My talk from #ixd19 "Using randomness to break down biases" is now online. I talk about crazy eights, @OblStrats, @trytriggers, and product tarot readings. Part of #adversarial#prodmgmt. https://t.co/6433vanrp3
@emollick Totally agree! There are some interesting directions to go with this to adapt to the rituals that people do together and invite the agents in.
Screenshot of a vibe-generated possible kickoff meeting screen.
@emollick Agents could trigger when we need to reconvene as a team to update our assumptions/plans (e.g. new competitive threat, customer behavior changes, user research disagrees). Not sure what to call it though...
8 min speculative talk about this: https://t.co/xmrIP75WhY
I'd argue we should generate leadership personas from more intimate meeting transcripts. It will get much closer to the real thing. This avoids blindspots and less ideal characteristics that are real. The leader could still offer commentary on why they are like that.
@kenneth0stanley It seems the evidence is against there being system 1/2 in human cognition which is interesting that we keep trying to apply this concept other areas.

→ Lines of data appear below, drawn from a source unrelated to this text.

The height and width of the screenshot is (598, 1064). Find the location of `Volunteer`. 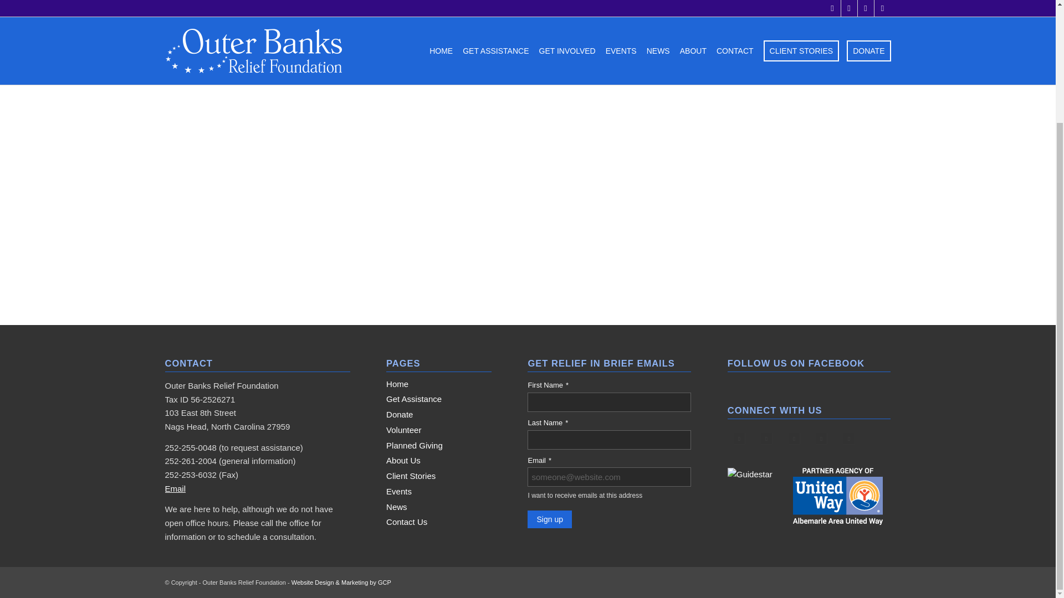

Volunteer is located at coordinates (439, 430).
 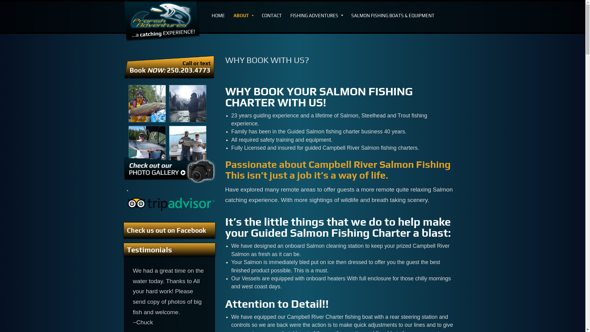 I want to click on HOME, so click(x=218, y=16).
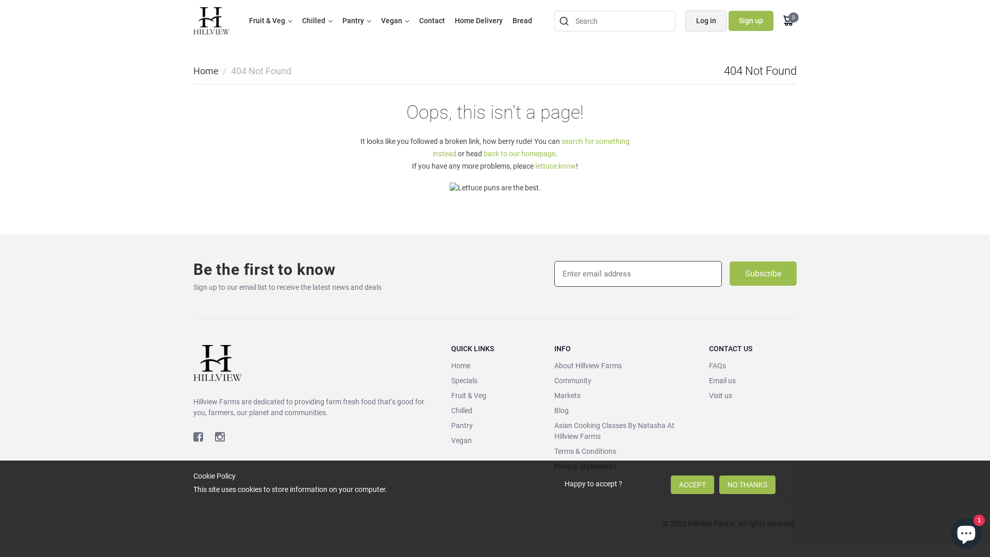 The width and height of the screenshot is (990, 557). Describe the element at coordinates (495, 426) in the screenshot. I see `Pantry` at that location.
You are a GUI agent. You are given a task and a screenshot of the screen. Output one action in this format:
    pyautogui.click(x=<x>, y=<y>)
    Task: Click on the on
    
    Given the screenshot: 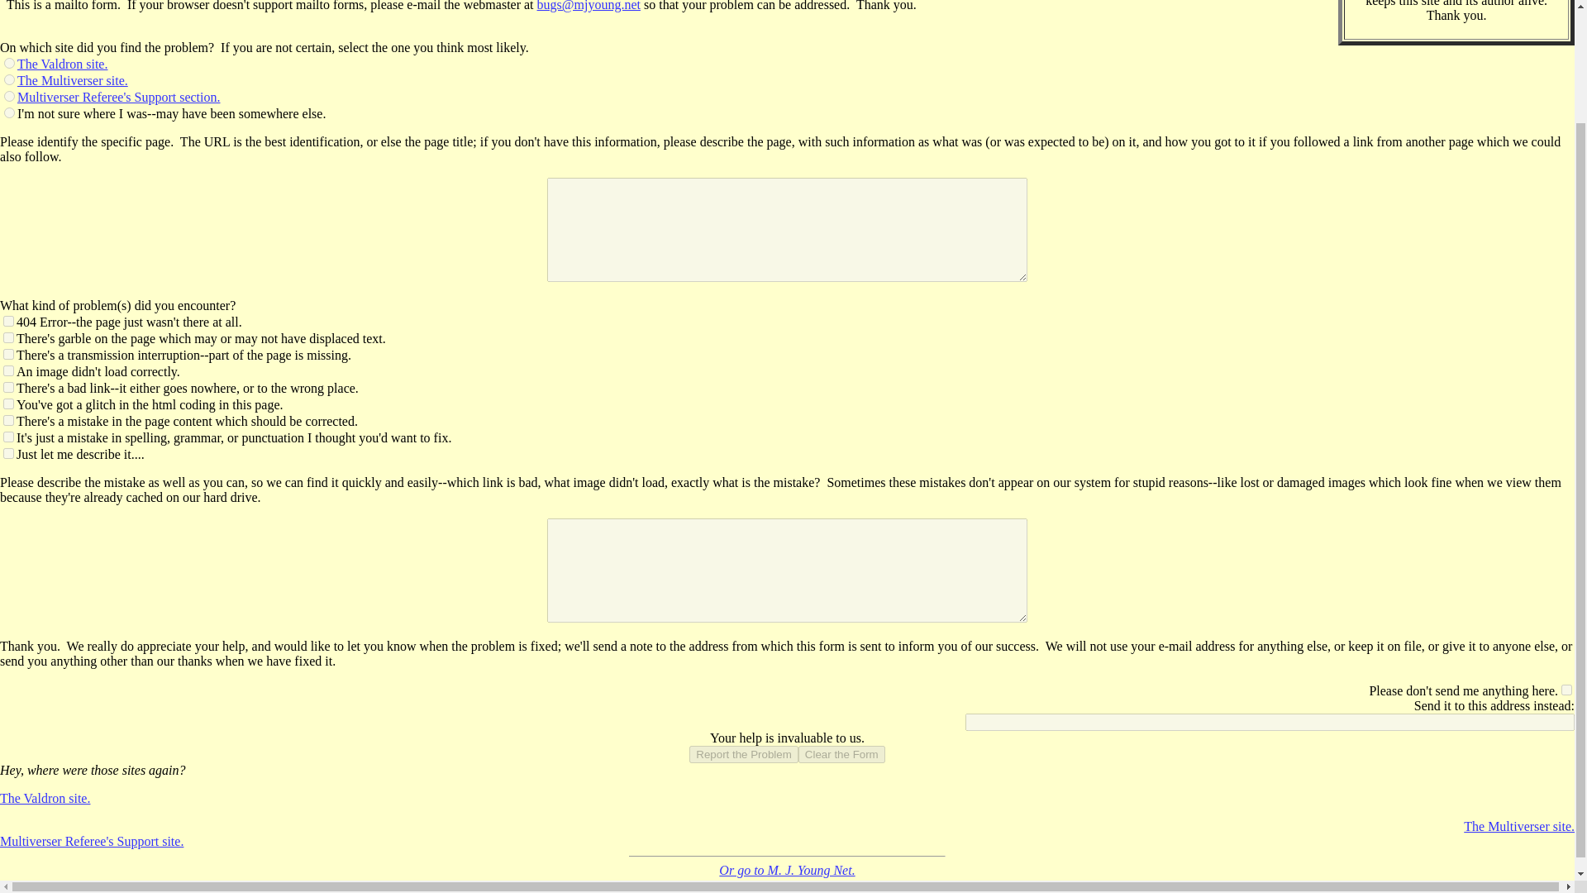 What is the action you would take?
    pyautogui.click(x=8, y=337)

I've been really interested in the emergence of reasoning through discourse from this book: https://t.co/76avpcSxYg
@IAmClintMurphy I'm not sure most of these are decision making tools as much as they are heuristics and common biases...
Decision making can be simplified when we take a simple lens but then we can't understand the complicatedness or complexity that is more appropriate for other decisions.
๐พ๐ฅ๏ธ๐ Inside the Personal Computer: An Illustrated Introduction in 3 Dimensions: A Pop-Up Guide. Text by Sharon Gallagher. Paper engineering and design by Ron van der Meer (1984). Posting this and more as we get our #retrocomputing series ready for next month!
๐พ๐ฅ๏ธ๐ Inside the Personal Computer: An Illustrated Introduction in 3 Dimensions: A Pop-Up Guide. Text by Sharon Gallagher. Paper engineering and design by Ron van der Meer (1984). Posting this and more as we get our #retrocomputing series ready for next month!
@PawelHuryn I think it is important to identify these as uncertainties that need to be worked with rather than risks that need to be mitigated. @vaughn_tan has a great piece about the differences between these two things: https://t.co/KZ6WjfCStG
@josh_alby@nurijanian@RichardRumelt Yes, absolutely. You can read the original canvas post with all of the background from Rumelt here: https://t.co/vA7n8lSrsl
A completely packed room for a controversial take from the Chaotic Good Product Manager at GitHub - @chrizbot
"Product operations in the real world: meetings are good, actually"
At #Agile2024
@hnshah I've been thinking a lot about this while reading "The Problem with Change" and "The Friction Project" at the same time. Maybe the exceptional variation in our lives should be less and the ability to find meaning should be more?